The Hobart Mercury’s report, under the headline “Sensationalism Run Mad” (May 18 1891) described the second act:
“The scene represents an Indian encampment, and we have the satisfaction of seeing “the braves" erect a teepee, for the special benefit of Miss Lily Dumpier, who has been taken prisoner. The faithful Carver paddles his canoe - a real birch bark one - across the lake. To brain the Indian sentinel and gag and bind the villain are to a man of his physique but the work of a few minutes. The braves are away banqueting on dog. The horses are concealed in the gorge of the canyon on the O.P. side. What remains but to fly? Next minute Miss Lily Dampier canters across the stage on a neat little brown pony, and the Evil Spirit of the Plains follows on a barebacked and bony broncho. A moment later and the pony reappear, picking its way carefully across an aerial bridge high up in the borders, and as the prairie belle reins up on the opposite side, Dr. Carver, on his broncho, attempts the perilous pass. But the alarm has been given and the Indians are swarming the rocks and popping away with rifles and revolvers at the fugitives. Miss Dampier for a moment stems the onslaught with a nickel-plated Derringer. The broncho is half-way across, when there is a rush and a scream, the whole bottom of the bridge gives way, and drops down the broncho 14ft into the lake, and swims away snorting and screaming, leaving the rider hanging tooth and nail to the parapet. The effect is startling in the extreme and it took with the audience so much on Saturday that they applauded and whistled and yelled for nearly 10 minutes in a vain attempt to obtain an encore.”
Such was the popularity of the show that Sarah Bernhardt, who was appearing as Cleopatra at the Princess Theatre at the time, attended amatinée performance and occupied seats in the centre of the dress-circle.
On 20th June 1891 Carver’s newest production The Trapper replaced The Scout at the Alexandra.
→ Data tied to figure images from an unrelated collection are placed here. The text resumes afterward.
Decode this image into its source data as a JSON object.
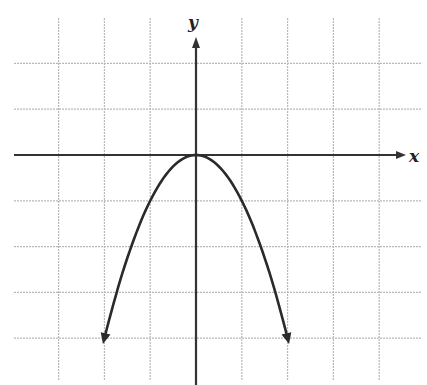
{
  "chart_data": {
    "type": "line",
    "title": "",
    "function": "y = -x^2",
    "xlabel": "x",
    "ylabel": "y",
    "xlim": [
      -4.2,
      4.6
    ],
    "ylim": [
      -5,
      3.5
    ],
    "grid": true,
    "grid_step": 1,
    "x": [
      -2,
      -1.5,
      -1,
      -0.5,
      0,
      0.5,
      1,
      1.5,
      2
    ],
    "series": [
      {
        "name": "parabola",
        "values": [
          -4,
          -2.25,
          -1,
          -0.25,
          0,
          -0.25,
          -1,
          -2.25,
          -4
        ]
      }
    ],
    "vertex": [
      0,
      0
    ],
    "endpoints_with_arrows": [
      [
        -2,
        -4
      ],
      [
        2,
        -4
      ]
    ],
    "tick_labels": []
  },
  "axes": {
    "x_label": "x",
    "y_label": "y"
  },
  "colors": {
    "grid": "#b8b8b8",
    "axis": "#333333",
    "curve": "#2a2a2a"
  }
}
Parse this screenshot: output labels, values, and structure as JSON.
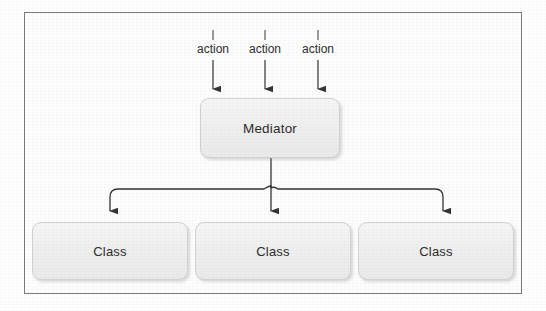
{
  "diagram": {
    "frame": {
      "border_color": "#7a7a7a",
      "background": "#ffffff"
    },
    "node_style": {
      "fill": "#f1f1f1",
      "border": "#d2d2d2",
      "text_color": "#2b2b2b"
    },
    "connector_color": "#3a3a3a",
    "inputs": [
      {
        "label": "action"
      },
      {
        "label": "action"
      },
      {
        "label": "action"
      }
    ],
    "mediator": {
      "label": "Mediator"
    },
    "classes": [
      {
        "label": "Class"
      },
      {
        "label": "Class"
      },
      {
        "label": "Class"
      }
    ]
  }
}
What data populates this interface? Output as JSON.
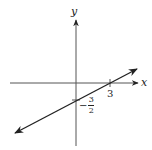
{
  "diagram": {
    "x_axis_label": "x",
    "y_axis_label": "y",
    "x_intercept_label": "3",
    "y_intercept": {
      "sign": "−",
      "numerator": "3",
      "denominator": "2"
    },
    "line": {
      "slope": "1/2",
      "x_intercept": 3,
      "y_intercept": -1.5
    },
    "colors": {
      "ink": "#222222",
      "background": "#ffffff"
    }
  }
}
Again penned by Dampier and Walch, The Argus reported on the 22nd June 1891: “Both are pieces constructed on precisely the same lines, and both rely for their sensations upon the same accessories. Needless to say, the foremost of these accessories is gunpowder.”
By 1893 America was in the grip of an economic downturn and Carver was forced to disband his troupe and sell his stage effects. By 1894 a depression was being felt in Australia too and in June of that year Dampier filed for insolvency.
Carver put together a smaller show to which he added a diving horse in 1894. Over the next few years Carvers’ other acts were eliminated, and the horse diving exhibition became his primary endeavour. The diving horse act was continued by his family after Carver’s death in 1928 but was eventually closed down due to pressure from animal rights activists in the 1970s.
In 1892 Dampier’s daughter Lily went through a scandalous divorce case with fellow actor Watkin Wynne, adding to his woes. Dampier returned to the stage but his health was deteriorating after a fall through a stage trapdoor in New Zealand in 1893. He retired after a farewell performance of Robbery Under Arms in Sydney on 10th November 1905 and died in Sydney in 23rd May 1908 of a cerebral haemorrhage.
You can find more information in AusStage (www.ausstage.edu.au), Australia’s online resource for researching live performance in Australia.